23. Eleocharis melanocarpa Torrey, Ann. Lyceum Nat. Hist. New York. 3: 311. 1836.
Black-fruited spike-rush
Culms to 2 times wider than thick, 35–60(–70) cm × 0.5–1.3 mm, hard, usually with to 10 blunt ribs, at 20X often finely ridged and minutely granular. Leaves: distal leaf sheaths brown to reddish. Spikelets 3–12 × 3–4 mm; proximal scale amplexicaulous, 3.5–4 mm, midrib region very broad and fleshy, apex entire; subproximal scale with a flower; floral scales 30–40, 8–10 per mm of rachilla, orange-brown to stramineous, midrib region stramineous, broadly ovate, papery or sometimes membranous, 3–4 × 2 mm, apex entire, rounded.

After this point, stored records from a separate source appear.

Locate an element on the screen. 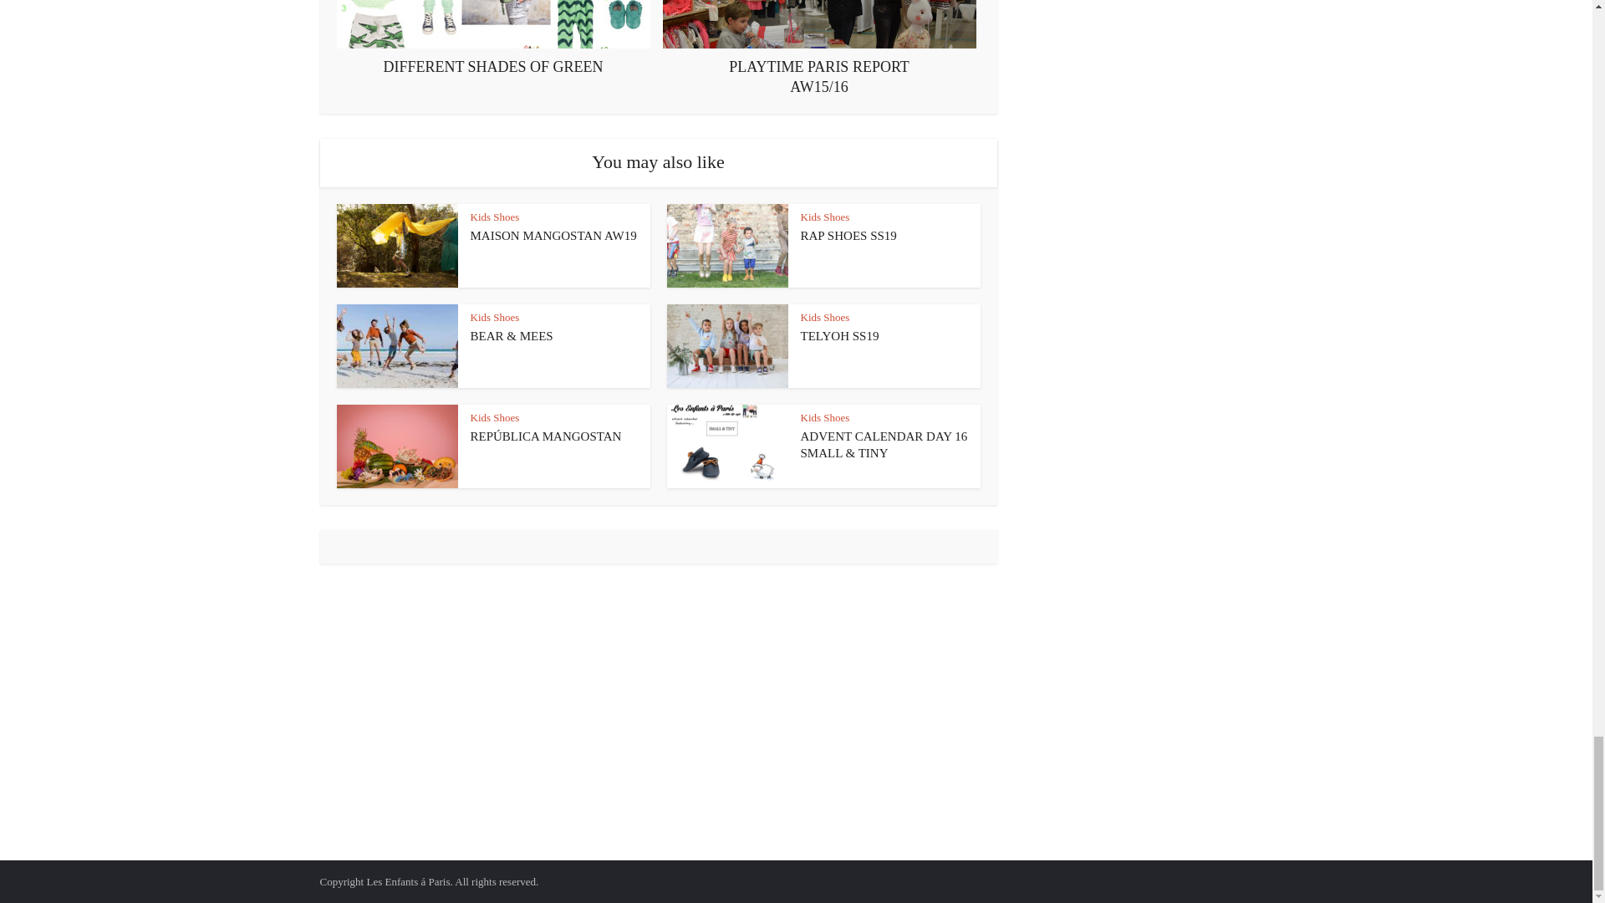 Image resolution: width=1605 pixels, height=903 pixels. RAP SHOES SS19 is located at coordinates (849, 236).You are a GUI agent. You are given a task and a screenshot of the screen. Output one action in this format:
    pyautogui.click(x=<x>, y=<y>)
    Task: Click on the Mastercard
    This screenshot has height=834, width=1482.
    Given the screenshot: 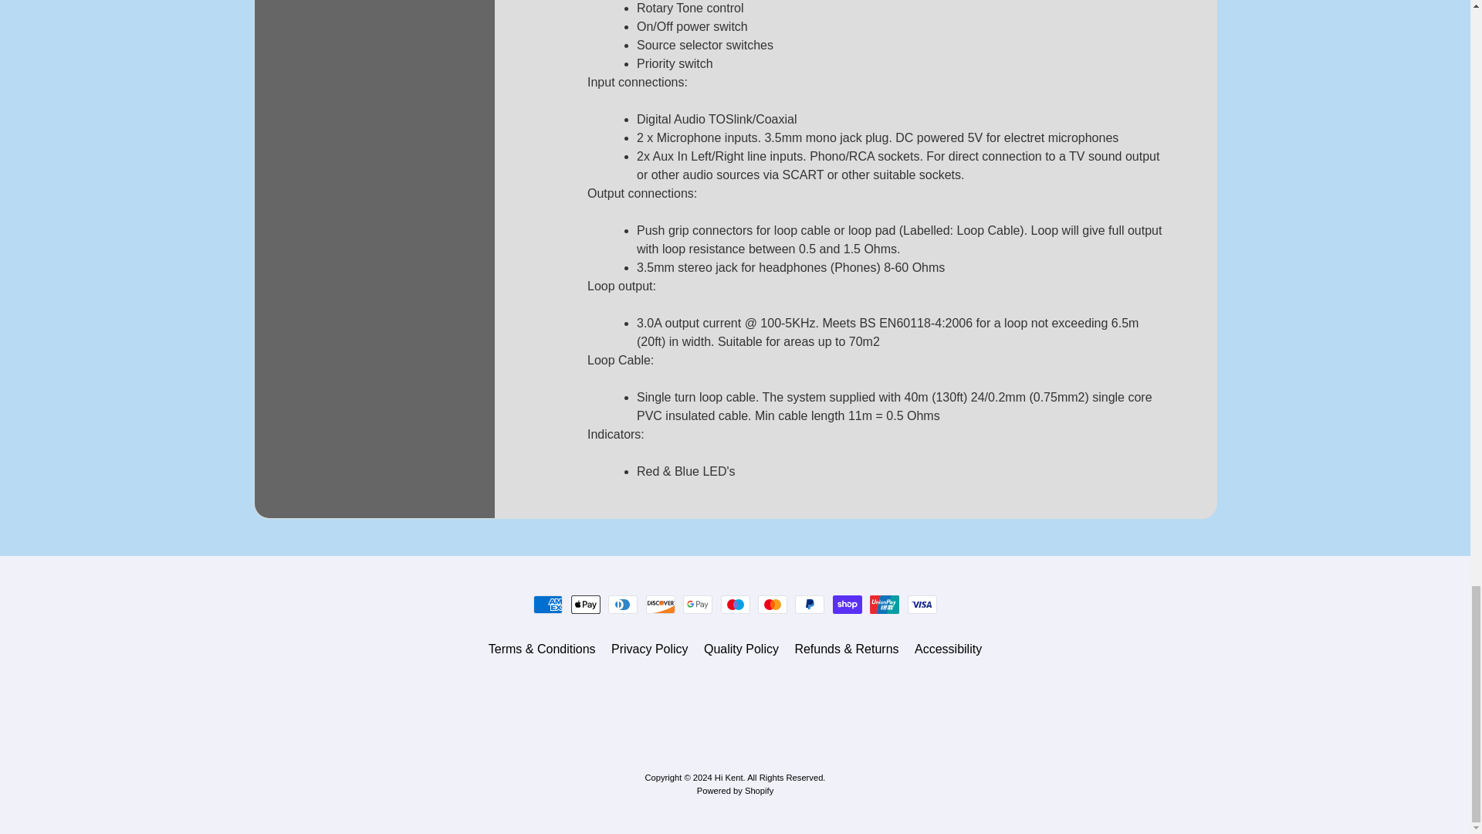 What is the action you would take?
    pyautogui.click(x=772, y=604)
    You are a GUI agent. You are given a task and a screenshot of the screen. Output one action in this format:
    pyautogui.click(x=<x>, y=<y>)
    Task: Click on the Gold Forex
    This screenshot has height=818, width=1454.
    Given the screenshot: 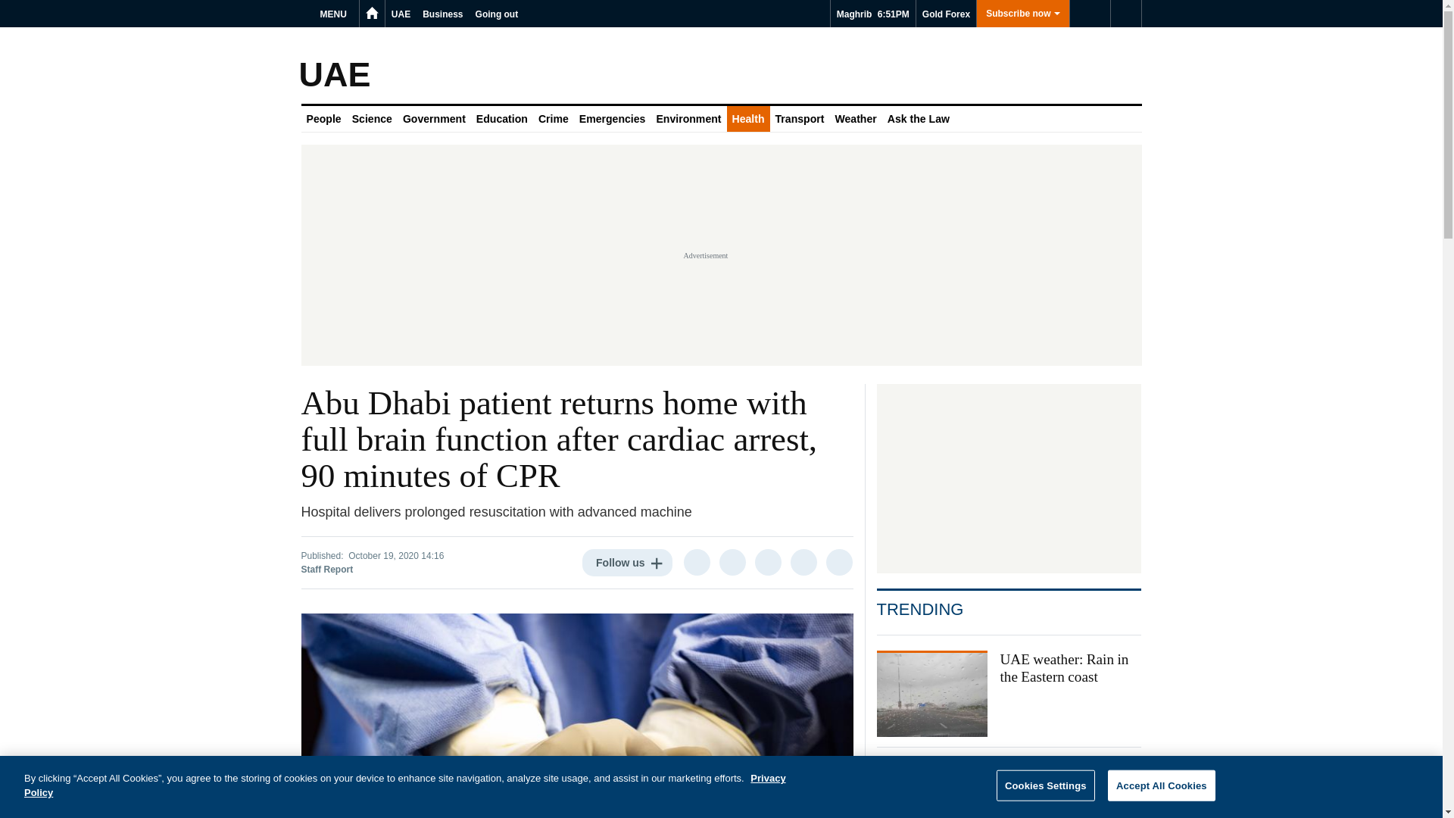 What is the action you would take?
    pyautogui.click(x=945, y=14)
    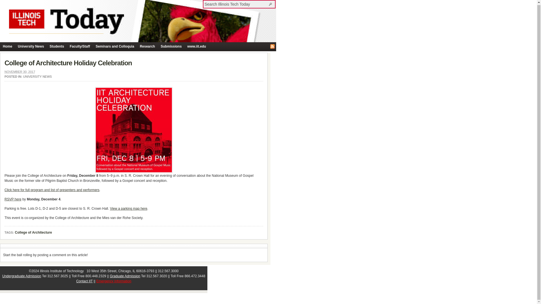  Describe the element at coordinates (21, 276) in the screenshot. I see `Undergraduate Admission` at that location.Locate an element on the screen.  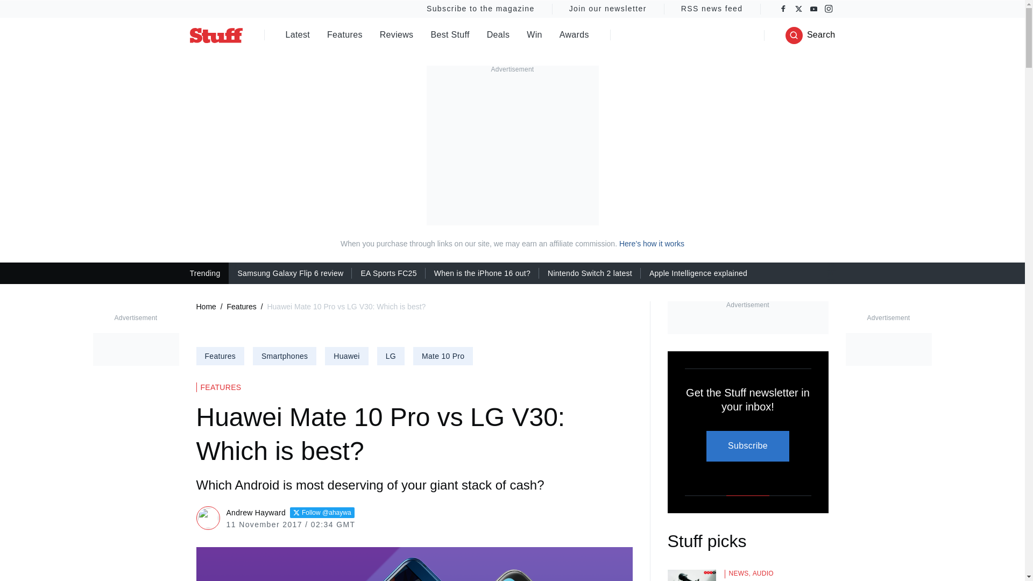
Join our newsletter is located at coordinates (608, 9).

Flowers: perianth bristles present, sometimes rudimentary, brown, length variable, obscurely retrorsely spinulose; anthers brown, 1.7–2.2 mm. Achenes subdeltoid in outline, sometimes broadly obpyriform, equilaterally trigonous, angles prominent, 0.9–1.2 × 0.7–1.1 mm, apex truncate. Tubercles sessile, depressed-pyramidal, often apiculate, as wide as achene, 0.3–0.5 × 0.7–1.1 mm.
Fruiting summer. Fresh, oligotrophic, acid, sandy or peaty, often drying shores, ponds, ditches; 10–300 m; Ala., Fla., Ga., Ind., Mass., Mich., N.Y., N.C., R.I., S.C., Tex., Va.
Eleocharis melanocarpa is reported from Rhode Island; I have not seen a voucher specimen.